Benedict XVI looks refreshed during Mass with students

Pope Emeritus Benedict XVI looked refreshed and stood for an hour and a half during a Mass with his former students this week.

Members of the Ratzinger “schuelerkreis” or “student circle” had been meeting at Castel Gandolfo in Italy, and then travelled to the Vatican for a Mass on August 24, with Benedict as principal celebrant.

The schuelerkreis involves former doctoral students of Joseph Ratzinger.

The group has grown in recent years, with a “youth branch” made up of academics, who are studying and developing his theological work.

The Mass was celebrated at the Campo Santo Teutonico chapel in the Vatican, and Benedict gave the homily on the gospel of the day, where Jesus asks his disciples, “Who do you say I am?”

Irish theologian Fr Vincent Twomey said the homily was very moving. The former Pope preached without reference to notes.

“What struck us all is that despite being older each year,” Benedict XVI “looks much better, fresher. He’s very clear in his mind,” Fr Twomey noted, observing how the former pontiff stood for nearly an hour and a half during the mass even though a chair was provided for him.

The main point of Benedict’s homily, the priest explained, was that “today people are always asking who is Jesus Christ”.

“They say he was a great man, a teacher, a revolutionary perhaps. People outside see him in different ways,” Fr Twomey noted Benedict as saying.

“And that’s not a bad thing; that means that Jesus image has spread throughout society and religions,” he went on.

“But, to recognise him as the Son of God is a gift of faith.”

Noting how “Our Lord didn’t build his Church on a theory or a statement, but on a person, a relationship with Jesus,” Fr Twomey stated that Benedict’s words were “very moving because the Church where we celebrated was near the place where Peter himself gave his final witness”.

“Benedict XVI talked about how the gates of hell would never prevail.

“The Church is always the weak player, always under attack, but the Church always survives because it is not a human, but a divine entity.”

“The cross is the way to the Resurrection. The good news is God’s love triumphs over evil. Evil will never triumph over good,” the priest continued.

Unlike in 2013, neither Vatican Radio nor the Vatican newspaper provided quotes from the homily.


DESCRIPTION OF THE TASK » Every line with the word "roller" in it should be extracted from the data that follows.

[RAW DATA Boundary: Start]

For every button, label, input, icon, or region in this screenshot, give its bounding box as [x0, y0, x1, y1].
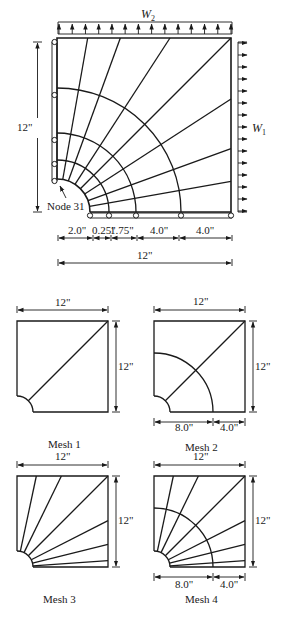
mesh-3-caption: Mesh 3 — [43, 593, 76, 605]
left-dimension: 12" — [17, 42, 42, 212]
dim-1-75: 1.75" — [110, 224, 134, 236]
roller-node — [133, 213, 138, 218]
mesh-4-caption: Mesh 4 — [185, 593, 218, 605]
mesh-2: 12" 12" 8.0" 4.0" Mesh 2 — [154, 295, 271, 453]
overall-width-label: 12" — [137, 249, 153, 261]
dim-2-0: 2.0" — [68, 224, 86, 236]
mesh-4-dim-4-0: 4.0" — [220, 578, 238, 590]
bottom-dimension-chain: 2.0" 0.25" 1.75" 4.0" 4.0" 12" — [58, 224, 232, 266]
roller-node — [178, 213, 183, 218]
height-dimension-label: 12" — [17, 121, 33, 133]
mesh-4-top-dim: 12" — [193, 450, 209, 462]
mesh-2-side-dim: 12" — [255, 360, 271, 372]
mesh-1-top-dim: 12" — [55, 296, 71, 308]
roller-node — [52, 178, 57, 183]
right-load-w1: W 1 — [238, 42, 266, 212]
main-figure: W 2 W 1 12" — [17, 7, 266, 266]
mesh-2-dim-4-0: 4.0" — [220, 421, 238, 433]
roller-node — [106, 213, 111, 218]
w1-subscript: 1 — [262, 128, 266, 137]
mesh-1: 12" 12" Mesh 1 — [17, 296, 134, 450]
mesh-2-dim-8-0: 8.0" — [175, 421, 193, 433]
dim-4-0-b: 4.0" — [196, 224, 214, 236]
roller-node — [52, 39, 57, 44]
mesh-3-side-dim: 12" — [118, 514, 134, 526]
mesh-4: 12" 12" 8.0" 4.0" Mesh 4 — [154, 450, 271, 605]
mesh-2-top-dim: 12" — [193, 295, 209, 307]
mesh-1-side-dim: 12" — [118, 360, 134, 372]
roller-node — [228, 213, 233, 218]
mesh-3: 12" 12" Mesh 3 — [17, 450, 134, 605]
top-load-w2: W 2 — [58, 7, 232, 34]
bottom-roller-supports — [87, 213, 233, 218]
roller-node — [87, 213, 92, 218]
node-31-label: Node 31 — [47, 200, 85, 212]
roller-node — [52, 137, 57, 142]
roller-node — [52, 161, 57, 166]
node-31-callout: Node 31 — [47, 186, 85, 212]
dim-4-0-a: 4.0" — [150, 224, 168, 236]
mesh-1-caption: Mesh 1 — [48, 438, 81, 450]
mesh-4-side-dim: 12" — [255, 514, 271, 526]
mesh-3-top-dim: 12" — [55, 450, 71, 462]
roller-node — [52, 92, 57, 97]
mesh-4-dim-8-0: 8.0" — [175, 578, 193, 590]
main-mesh — [57, 38, 231, 212]
finite-element-mesh-diagram: W 2 W 1 12" — [0, 0, 283, 617]
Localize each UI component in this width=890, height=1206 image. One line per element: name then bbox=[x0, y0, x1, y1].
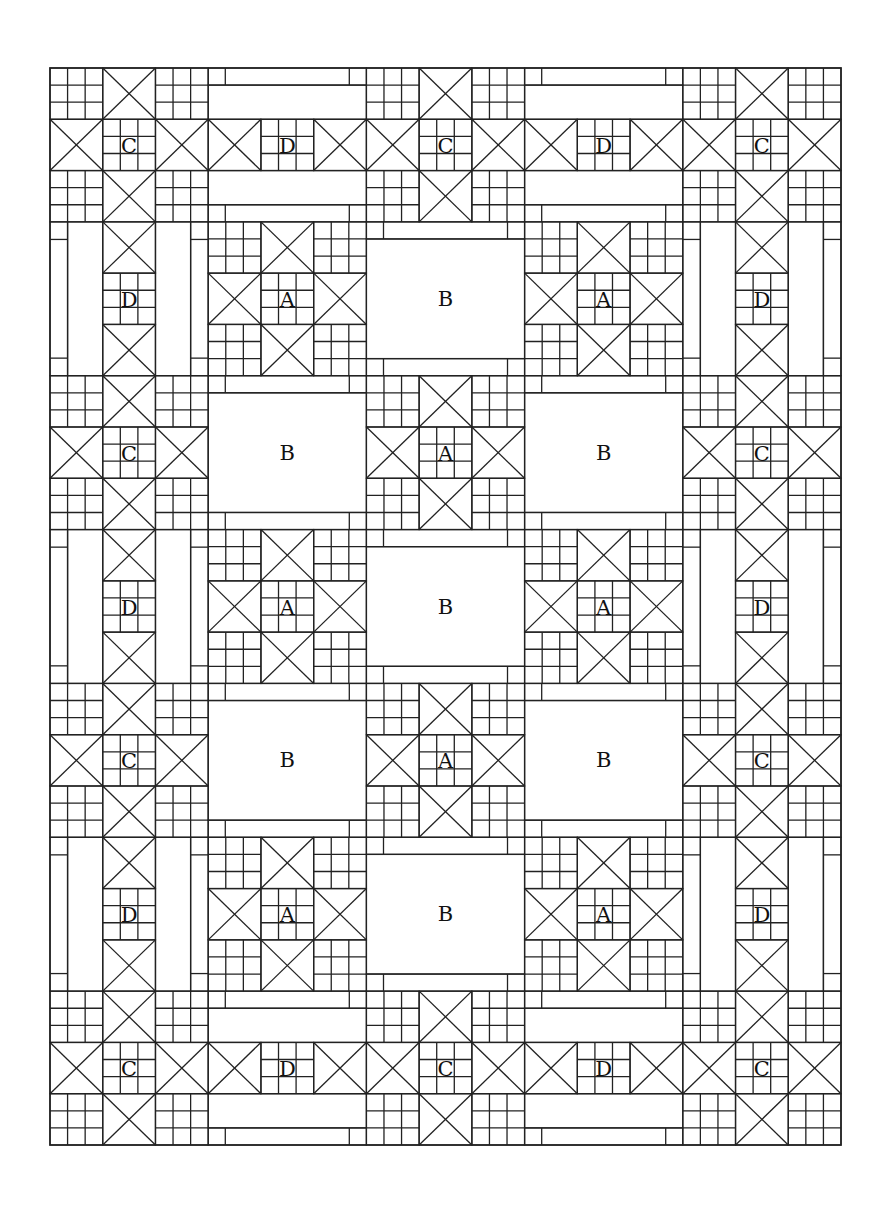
strip-wide bbox=[525, 171, 683, 205]
sashing-strip bbox=[366, 359, 524, 376]
nine-patch bbox=[208, 940, 261, 991]
nine-patch bbox=[155, 1094, 208, 1145]
strip-wide bbox=[525, 85, 683, 119]
block-label-a: A bbox=[279, 288, 296, 312]
hourglass-square bbox=[736, 837, 789, 888]
hourglass-square bbox=[103, 786, 156, 837]
hourglass-square bbox=[103, 68, 156, 119]
nine-patch-border bbox=[314, 940, 367, 991]
block-label-d: D bbox=[279, 134, 296, 158]
nine-patch bbox=[788, 171, 841, 222]
hourglass-square bbox=[683, 1042, 736, 1093]
nine-patch-border bbox=[683, 68, 736, 119]
hourglass-square bbox=[736, 786, 789, 837]
hourglass-square bbox=[630, 889, 683, 940]
strip bbox=[208, 991, 366, 1008]
nine-patch bbox=[208, 324, 261, 375]
nine-patch bbox=[472, 1094, 525, 1145]
strip bbox=[525, 1128, 683, 1145]
strip bbox=[683, 837, 701, 991]
hourglass-square bbox=[366, 119, 419, 170]
strip bbox=[50, 530, 68, 684]
hourglass-square bbox=[577, 632, 630, 683]
nine-patch-border bbox=[630, 530, 683, 581]
hourglass-square bbox=[525, 119, 578, 170]
block-label-a: A bbox=[437, 749, 454, 773]
nine-patch bbox=[472, 171, 525, 222]
nine-patch bbox=[366, 171, 419, 222]
hourglass-square bbox=[419, 478, 472, 529]
nine-patch bbox=[314, 940, 367, 991]
hourglass-square bbox=[261, 632, 314, 683]
nine-patch bbox=[314, 632, 367, 683]
strip-wide bbox=[155, 837, 190, 991]
strip bbox=[50, 222, 68, 376]
block-label-b: B bbox=[596, 748, 611, 772]
hourglass-square bbox=[683, 427, 736, 478]
hourglass-square bbox=[788, 427, 841, 478]
nine-patch bbox=[50, 68, 103, 119]
nine-patch bbox=[366, 683, 419, 734]
quilt-block-d-v-r5c4: D bbox=[683, 837, 841, 991]
sashing-strip bbox=[208, 820, 366, 837]
strip-wide bbox=[208, 85, 366, 119]
block-label-d: D bbox=[753, 596, 770, 620]
nine-patch bbox=[208, 530, 261, 581]
nine-patch-border bbox=[208, 837, 261, 888]
nine-patch bbox=[366, 1094, 419, 1145]
nine-patch-border bbox=[788, 786, 841, 837]
strip bbox=[525, 68, 683, 85]
hourglass-square bbox=[577, 324, 630, 375]
strip bbox=[208, 205, 366, 222]
nine-patch-border bbox=[208, 632, 261, 683]
strip-wide bbox=[788, 222, 823, 376]
nine-patch bbox=[472, 786, 525, 837]
nine-patch-border bbox=[366, 683, 419, 734]
hourglass-square bbox=[630, 581, 683, 632]
nine-patch-border bbox=[788, 376, 841, 427]
strip bbox=[191, 530, 209, 684]
strip-wide bbox=[208, 171, 366, 205]
nine-patch-border bbox=[208, 940, 261, 991]
hourglass-square bbox=[577, 940, 630, 991]
quilt-block-d-v-r3c0: D bbox=[50, 530, 208, 684]
sashing-strip bbox=[208, 376, 366, 393]
nine-patch-border bbox=[314, 530, 367, 581]
nine-patch bbox=[788, 1094, 841, 1145]
quilt-block-c-r4c0: C bbox=[50, 683, 208, 837]
nine-patch-border bbox=[366, 171, 419, 222]
nine-patch-border bbox=[525, 837, 578, 888]
nine-patch-border bbox=[683, 991, 736, 1042]
nine-patch-border bbox=[208, 530, 261, 581]
hourglass-square bbox=[50, 427, 103, 478]
nine-patch bbox=[788, 68, 841, 119]
hourglass-square bbox=[103, 991, 156, 1042]
nine-patch bbox=[155, 683, 208, 734]
nine-patch bbox=[50, 171, 103, 222]
nine-patch-border bbox=[683, 1094, 736, 1145]
block-label-c: C bbox=[121, 134, 137, 158]
hourglass-square bbox=[261, 222, 314, 273]
nine-patch-border bbox=[155, 376, 208, 427]
hourglass-square bbox=[630, 1042, 683, 1093]
hourglass-square bbox=[419, 1094, 472, 1145]
quilt-block-d-h-r6c3: D bbox=[525, 991, 683, 1145]
nine-patch-border bbox=[155, 171, 208, 222]
quilt-block-a-r1c1: A bbox=[208, 222, 366, 376]
hourglass-square bbox=[103, 632, 156, 683]
hourglass-square bbox=[736, 683, 789, 734]
block-label-c: C bbox=[754, 442, 770, 466]
nine-patch-border bbox=[630, 324, 683, 375]
hourglass-square bbox=[155, 119, 208, 170]
sashing-strip bbox=[525, 820, 683, 837]
block-label-d: D bbox=[121, 596, 138, 620]
quilt-block-a-r3c3: A bbox=[525, 530, 683, 684]
strip bbox=[525, 991, 683, 1008]
nine-patch-border bbox=[50, 478, 103, 529]
sashing-strip bbox=[525, 683, 683, 700]
nine-patch-border bbox=[50, 376, 103, 427]
strip-wide bbox=[700, 530, 735, 684]
quilt-block-c-r2c4: C bbox=[683, 376, 841, 530]
hourglass-square bbox=[155, 427, 208, 478]
hourglass-square bbox=[472, 1042, 525, 1093]
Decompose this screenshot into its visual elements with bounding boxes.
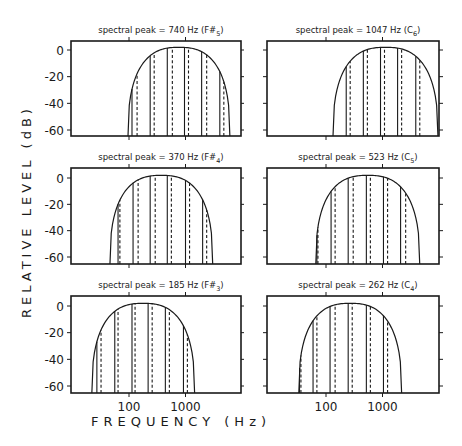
- spectral-envelope: [92, 303, 195, 393]
- y-tick-label: -40: [44, 97, 64, 111]
- spectral-envelope: [299, 303, 402, 393]
- panel-title: spectral peak = 1047 Hz (C6): [296, 25, 421, 38]
- spectral-envelope: [333, 47, 438, 136]
- plot-frame: [267, 296, 439, 393]
- y-tick-label: -20: [44, 198, 64, 212]
- panel-title: spectral peak = 740 Hz (F#5): [98, 25, 223, 38]
- plot-frame: [71, 168, 241, 264]
- plot-frame: [267, 41, 439, 136]
- y-tick-label: -60: [44, 380, 64, 394]
- spectral-envelope-figure: spectral peak = 740 Hz (F#5)0-20-40-60sp…: [0, 0, 462, 446]
- panel-p740: spectral peak = 740 Hz (F#5)0-20-40-60: [44, 25, 244, 140]
- y-tick-label: -20: [44, 326, 64, 340]
- y-tick-label: -60: [44, 251, 64, 265]
- y-tick-label: 0: [56, 172, 64, 186]
- y-tick-label: 0: [56, 44, 64, 58]
- y-tick-label: -40: [44, 224, 64, 238]
- panel-title: spectral peak = 523 Hz (C5): [298, 152, 417, 165]
- y-tick-label: -40: [44, 353, 64, 367]
- plot-frame: [71, 41, 241, 136]
- spectral-envelope: [110, 175, 213, 264]
- panel-p1047: spectral peak = 1047 Hz (C6): [263, 25, 443, 140]
- x-axis-label: FREQUENCY (Hz): [91, 414, 271, 429]
- panel-p262: spectral peak = 262 Hz (C4)1001000: [263, 280, 443, 414]
- panel-p370: spectral peak = 370 Hz (F#4)0-20-40-60: [44, 152, 244, 268]
- panel-title: spectral peak = 370 Hz (F#4): [98, 152, 223, 165]
- panel-p523: spectral peak = 523 Hz (C5): [263, 152, 443, 268]
- y-tick-label: -20: [44, 70, 64, 84]
- panels-group: spectral peak = 740 Hz (F#5)0-20-40-60sp…: [44, 25, 443, 414]
- spectral-envelope: [128, 47, 230, 136]
- x-tick-label: 1000: [170, 400, 201, 414]
- panel-title: spectral peak = 262 Hz (C4): [298, 280, 417, 293]
- x-tick-label: 1000: [367, 400, 398, 414]
- x-tick-label: 100: [315, 400, 338, 414]
- y-axis-label: RELATIVE LEVEL (dB): [19, 105, 34, 318]
- panel-p185: spectral peak = 185 Hz (F#3)0-20-40-6010…: [44, 280, 244, 414]
- panel-title: spectral peak = 185 Hz (F#3): [98, 280, 223, 293]
- y-tick-label: 0: [56, 300, 64, 314]
- x-tick-label: 100: [118, 400, 141, 414]
- y-tick-label: -60: [44, 124, 64, 138]
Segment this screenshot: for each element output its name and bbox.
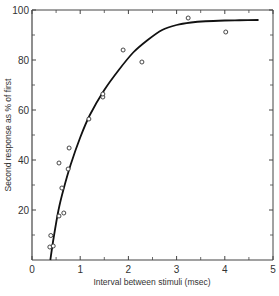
fitted-curve	[50, 20, 258, 260]
data-point	[121, 48, 125, 52]
x-axis-label: Interval between stimuli (msec)	[93, 277, 210, 287]
data-point	[66, 167, 70, 171]
chart: 012345 20406080100 Interval between stim…	[0, 0, 279, 296]
fitted-curve-layer	[50, 20, 258, 260]
data-point	[57, 161, 61, 165]
data-point	[87, 117, 91, 121]
data-points-layer	[48, 16, 228, 249]
data-point	[51, 244, 55, 248]
data-point	[224, 30, 228, 34]
data-point	[140, 60, 144, 64]
y-tick-label: 20	[18, 205, 30, 216]
y-axis-ticks: 20406080100	[12, 5, 273, 235]
plot-frame	[32, 10, 273, 260]
y-axis-label: Second response as % of first	[3, 78, 13, 192]
data-point	[62, 211, 66, 215]
x-axis-ticks: 012345	[29, 10, 276, 275]
data-point	[49, 234, 53, 238]
y-tick-label: 40	[18, 155, 30, 166]
data-point	[67, 146, 71, 150]
x-tick-label: 2	[126, 264, 132, 275]
y-tick-label: 60	[18, 105, 30, 116]
x-tick-label: 5	[270, 264, 276, 275]
y-tick-label: 80	[18, 55, 30, 66]
x-tick-label: 3	[174, 264, 180, 275]
y-tick-label: 100	[12, 5, 29, 16]
x-tick-label: 0	[29, 264, 35, 275]
data-point	[186, 16, 190, 20]
data-point	[60, 186, 64, 190]
data-point	[57, 214, 61, 218]
x-tick-label: 4	[222, 264, 228, 275]
x-tick-label: 1	[77, 264, 83, 275]
data-point	[101, 92, 105, 96]
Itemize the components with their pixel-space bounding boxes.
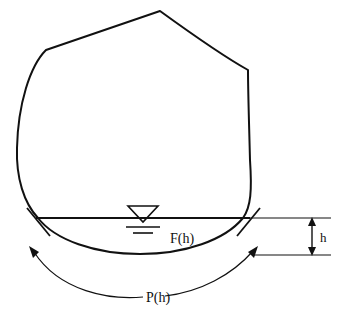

[RAW DATA Boundary: End]

RESPONSE AREA »
roller-node — [133, 213, 138, 218]
roller-node — [178, 213, 183, 218]
roller-node — [52, 178, 57, 183]
roller-node — [106, 213, 111, 218]
roller-node — [52, 39, 57, 44]
roller-node — [228, 213, 233, 218]
bottom-roller-supports — [87, 213, 233, 218]
roller-node — [87, 213, 92, 218]
roller-node — [52, 137, 57, 142]
roller-node — [52, 161, 57, 166]
roller-node — [52, 92, 57, 97]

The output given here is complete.